I’m been thinking a lot about agent teams. You know, a set of AI agents that work together towards a goal. You might implement this within a single agent harness (see Garry Tan’s gstack for Claude Code) or with an orchestrator for multiple harnesses (see Google’s Scion project). I’ve been doing agent-at-a-time coding work thus far, but figured it was time to dive into more multi-agent workflows. The subagents natively built into Google Antigravity 2.0 and Antigravity CLI gave me the push.

Why use subagents at all? Can’t I just use one coding agent to run through my work? Don’t we reach decision fatigue faster because of the coordination overhead? Yes, the engineering work shifts from more sequential human tasks to assigning and reviewing the work of multiple AI agents. There’a tax, no doubt. But there are benefits to deconstructing the work in a way that an agent team can tackle it. You limit the change surface (by giving each agent a persona, MCPs, and skills to address an isolated piece of work), consume fewer tokens (by not processing the entire context for all tasks), and go faster (by parallelizing work that tolerates it).
Sound intimidating? It’s felt that way to me. But Claude Code and Antigravity CLI make it less scary. Let’s talk about Google Antigravity. This agent-first harness (used via a desktop app, CLI, or IDE) provides out-of-the-box support for pre-built subagents (e..g browser and research), creating custom subagents, communicating between subagents, and lifecycle management of subagents.
I spent last weekend playing around with prompts to create an agent team that could build a backend API, a corresponding frontend API, and some unit tests. To make this process go as fast as possible, I’m also basically doing YOLO mode where I let Antigravity run any terminal command and proceed without my intervention. Here’s the setup in the Antigravity desktop app.

So what’s the prompt? Here’s what I came up with.
Let's build a hotel room booking app for Seroter Hotels consisting of a Go backend API and a web frontend.
First, launch the **Engineering Manager** agent to design the API and frontend, saving the design and a Mermaid diagram into an artifact called 'architecture.md'.
Once the design is ready, launch three agents in parallel:
1. **Test Manager**: Write a simple API test plan and append it to 'architecture.md'.
2. **Backend Engineer**: Build a clean Go REST API with standard error handling based on the design.
3. **Frontend Engineer**: Build a responsive web UI using a simple CSS framework like Tailwind to interact with the API (skip UI testing).
As soon as the Test Manager finishes the plan, have them hand it off to the Backend Engineer, who reads the plan from 'architecture.md' and adds the Go tests to the code. After both engineers finish building, the Test Manager runs the tests. Finally, spin up both components and a browser so I can test the live app.
Let’s be clear. In real-life, you’d provide each subagent with significantly more context (tools, skills, data structures, persona characteristics) or trigger some back-and-forth so the subagent could gather a rich set of requirements from you. But this works to prove the point.
Here’s a video recording of the result, at 1.0x speed. It takes all of ninety seconds from when Antigravity starts working until the frontend and backend services are running. Below the video, I’ll deconstruct some key parts of the response.
Right after Antigravity got started, we saw the Implementation plan. This artifact defined each subagent and the sequence they would follow.

I steered work to a shared architecture.md file. When we view that, we see the decision log used by the agents.

As the subagents got to work, the main task list kept getting updated automatically.

Each subagent had its own context and workstream. Here, the backend agent records its implementation work.

It’s mesmerizing to watch the subagents start up and do their thing! On this right pane, you can see each subagent come up, printouts of each thing it’s doing, and finally when the root agent kills them off. I’m also able to track all the artifacts and any background tasks going on.

When it finished up, the main conversation recapped the final details and showed me how to access the app endpoints.

Because Antigravity knows how to work the Chrome browser, it also automatically launched a browser window and showed me the web front end. Looks great!

The Antigravity CLI supports virtually the same workflow.

I think it completed even faster than the desktop app! Same agent team. Same artifacts and workflow.

Pretty awesome. I’m sold. Download Google Antigravity, copy my prompt, make it better, try this for yourself. To me, building software has never been this fun.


--- Exercise ---
The answer should consist of the records below, repeated exactly, and no pictures.

--- Data extracted from a collection ---
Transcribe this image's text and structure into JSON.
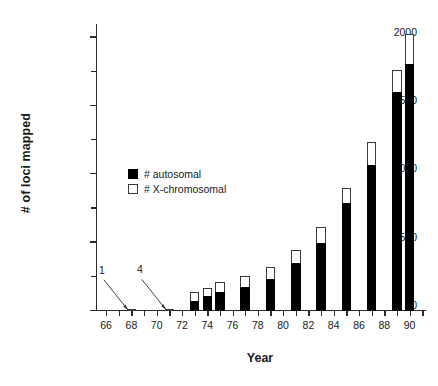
{
  "chart_data": {
    "type": "bar",
    "title": "",
    "subtitle": "",
    "xlabel": "Year",
    "ylabel": "# of loci mapped",
    "stacked": true,
    "grid": false,
    "legend_position": "inside-left",
    "xlim": [
      65.2,
      91.3
    ],
    "ylim": [
      0,
      2100
    ],
    "y_ticks_major": [
      0,
      500,
      1000,
      1500,
      2000
    ],
    "y_ticks_minor": [
      250,
      750,
      1250,
      1750
    ],
    "x_tick_labels": [
      "66",
      "68",
      "70",
      "72",
      "74",
      "76",
      "78",
      "80",
      "82",
      "84",
      "86",
      "88",
      "90"
    ],
    "x_tick_values": [
      66,
      68,
      70,
      72,
      74,
      76,
      78,
      80,
      82,
      84,
      86,
      88,
      90
    ],
    "x_minor_ticks": [
      67,
      69,
      71,
      73,
      75,
      77,
      79,
      81,
      83,
      85,
      87,
      89,
      91
    ],
    "categories": [
      66,
      67,
      68,
      69,
      70,
      71,
      72,
      73,
      74,
      75,
      76,
      77,
      78,
      79,
      80,
      81,
      82,
      83,
      84,
      85,
      86,
      87,
      88,
      89,
      90
    ],
    "series": [
      {
        "name": "# autosomal",
        "color": "#000000",
        "values": [
          0,
          0,
          0,
          0,
          0,
          0,
          0,
          0,
          75,
          110,
          140,
          0,
          175,
          0,
          235,
          0,
          350,
          0,
          500,
          0,
          790,
          0,
          1070,
          1600,
          1810
        ]
      },
      {
        "name": "# X-chromosomal",
        "color": "#ffffff",
        "values": [
          0,
          1,
          0,
          0,
          4,
          0,
          0,
          0,
          65,
          60,
          75,
          0,
          80,
          0,
          85,
          0,
          100,
          0,
          115,
          0,
          110,
          0,
          165,
          165,
          215
        ]
      }
    ],
    "totals": [
      0,
      1,
      0,
      0,
      4,
      0,
      0,
      0,
      140,
      170,
      215,
      0,
      255,
      0,
      320,
      0,
      450,
      0,
      615,
      0,
      900,
      0,
      1235,
      1765,
      2025
    ],
    "bars": [
      {
        "year": 68,
        "autosomal": 0,
        "xchrom": 1,
        "total": 1
      },
      {
        "year": 71,
        "autosomal": 0,
        "xchrom": 4,
        "total": 4
      },
      {
        "year": 73,
        "autosomal": 75,
        "xchrom": 65,
        "total": 140
      },
      {
        "year": 74,
        "autosomal": 110,
        "xchrom": 60,
        "total": 170
      },
      {
        "year": 75,
        "autosomal": 140,
        "xchrom": 75,
        "total": 215
      },
      {
        "year": 77,
        "autosomal": 175,
        "xchrom": 80,
        "total": 255
      },
      {
        "year": 79,
        "autosomal": 235,
        "xchrom": 85,
        "total": 320
      },
      {
        "year": 81,
        "autosomal": 350,
        "xchrom": 100,
        "total": 450
      },
      {
        "year": 83,
        "autosomal": 500,
        "xchrom": 115,
        "total": 615
      },
      {
        "year": 85,
        "autosomal": 790,
        "xchrom": 110,
        "total": 900
      },
      {
        "year": 87,
        "autosomal": 1070,
        "xchrom": 165,
        "total": 1235
      },
      {
        "year": 89,
        "autosomal": 1600,
        "xchrom": 165,
        "total": 1765
      },
      {
        "year": 90,
        "autosomal": 1810,
        "xchrom": 215,
        "total": 2025
      }
    ],
    "annotations": [
      {
        "text": "1",
        "points_to_year": 68
      },
      {
        "text": "4",
        "points_to_year": 71
      }
    ],
    "legend": [
      {
        "label": "# autosomal",
        "swatch": "filled"
      },
      {
        "label": "# X-chromosomal",
        "swatch": "hollow"
      }
    ]
  }
}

--- Result of this exercise ---
Transcribe this image's text and structure into JSON.
{
  "chart_data": {
    "type": "bar",
    "title": "",
    "subtitle": "",
    "xlabel": "Year",
    "ylabel": "# of loci mapped",
    "stacked": true,
    "grid": false,
    "legend_position": "inside-left",
    "xlim": [
      65.2,
      91.3
    ],
    "ylim": [
      0,
      2100
    ],
    "y_ticks_major": [
      0,
      500,
      1000,
      1500,
      2000
    ],
    "y_ticks_minor": [
      250,
      750,
      1250,
      1750
    ],
    "x_tick_labels": [
      "66",
      "68",
      "70",
      "72",
      "74",
      "76",
      "78",
      "80",
      "82",
      "84",
      "86",
      "88",
      "90"
    ],
    "x_tick_values": [
      66,
      68,
      70,
      72,
      74,
      76,
      78,
      80,
      82,
      84,
      86,
      88,
      90
    ],
    "x_minor_ticks": [
      67,
      69,
      71,
      73,
      75,
      77,
      79,
      81,
      83,
      85,
      87,
      89,
      91
    ],
    "categories": [
      66,
      67,
      68,
      69,
      70,
      71,
      72,
      73,
      74,
      75,
      76,
      77,
      78,
      79,
      80,
      81,
      82,
      83,
      84,
      85,
      86,
      87,
      88,
      89,
      90
    ],
    "series": [
      {
        "name": "# autosomal",
        "color": "#000000",
        "values": [
          0,
          0,
          0,
          0,
          0,
          0,
          0,
          0,
          75,
          110,
          140,
          0,
          175,
          0,
          235,
          0,
          350,
          0,
          500,
          0,
          790,
          0,
          1070,
          1600,
          1810
        ]
      },
      {
        "name": "# X-chromosomal",
        "color": "#ffffff",
        "values": [
          0,
          1,
          0,
          0,
          4,
          0,
          0,
          0,
          65,
          60,
          75,
          0,
          80,
          0,
          85,
          0,
          100,
          0,
          115,
          0,
          110,
          0,
          165,
          165,
          215
        ]
      }
    ],
    "totals": [
      0,
      1,
      0,
      0,
      4,
      0,
      0,
      0,
      140,
      170,
      215,
      0,
      255,
      0,
      320,
      0,
      450,
      0,
      615,
      0,
      900,
      0,
      1235,
      1765,
      2025
    ],
    "bars": [
      {
        "year": 68,
        "autosomal": 0,
        "xchrom": 1,
        "total": 1
      },
      {
        "year": 71,
        "autosomal": 0,
        "xchrom": 4,
        "total": 4
      },
      {
        "year": 73,
        "autosomal": 75,
        "xchrom": 65,
        "total": 140
      },
      {
        "year": 74,
        "autosomal": 110,
        "xchrom": 60,
        "total": 170
      },
      {
        "year": 75,
        "autosomal": 140,
        "xchrom": 75,
        "total": 215
      },
      {
        "year": 77,
        "autosomal": 175,
        "xchrom": 80,
        "total": 255
      },
      {
        "year": 79,
        "autosomal": 235,
        "xchrom": 85,
        "total": 320
      },
      {
        "year": 81,
        "autosomal": 350,
        "xchrom": 100,
        "total": 450
      },
      {
        "year": 83,
        "autosomal": 500,
        "xchrom": 115,
        "total": 615
      },
      {
        "year": 85,
        "autosomal": 790,
        "xchrom": 110,
        "total": 900
      },
      {
        "year": 87,
        "autosomal": 1070,
        "xchrom": 165,
        "total": 1235
      },
      {
        "year": 89,
        "autosomal": 1600,
        "xchrom": 165,
        "total": 1765
      },
      {
        "year": 90,
        "autosomal": 1810,
        "xchrom": 215,
        "total": 2025
      }
    ],
    "annotations": [
      {
        "text": "1",
        "points_to_year": 68
      },
      {
        "text": "4",
        "points_to_year": 71
      }
    ],
    "legend": [
      {
        "label": "# autosomal",
        "swatch": "filled"
      },
      {
        "label": "# X-chromosomal",
        "swatch": "hollow"
      }
    ]
  }
}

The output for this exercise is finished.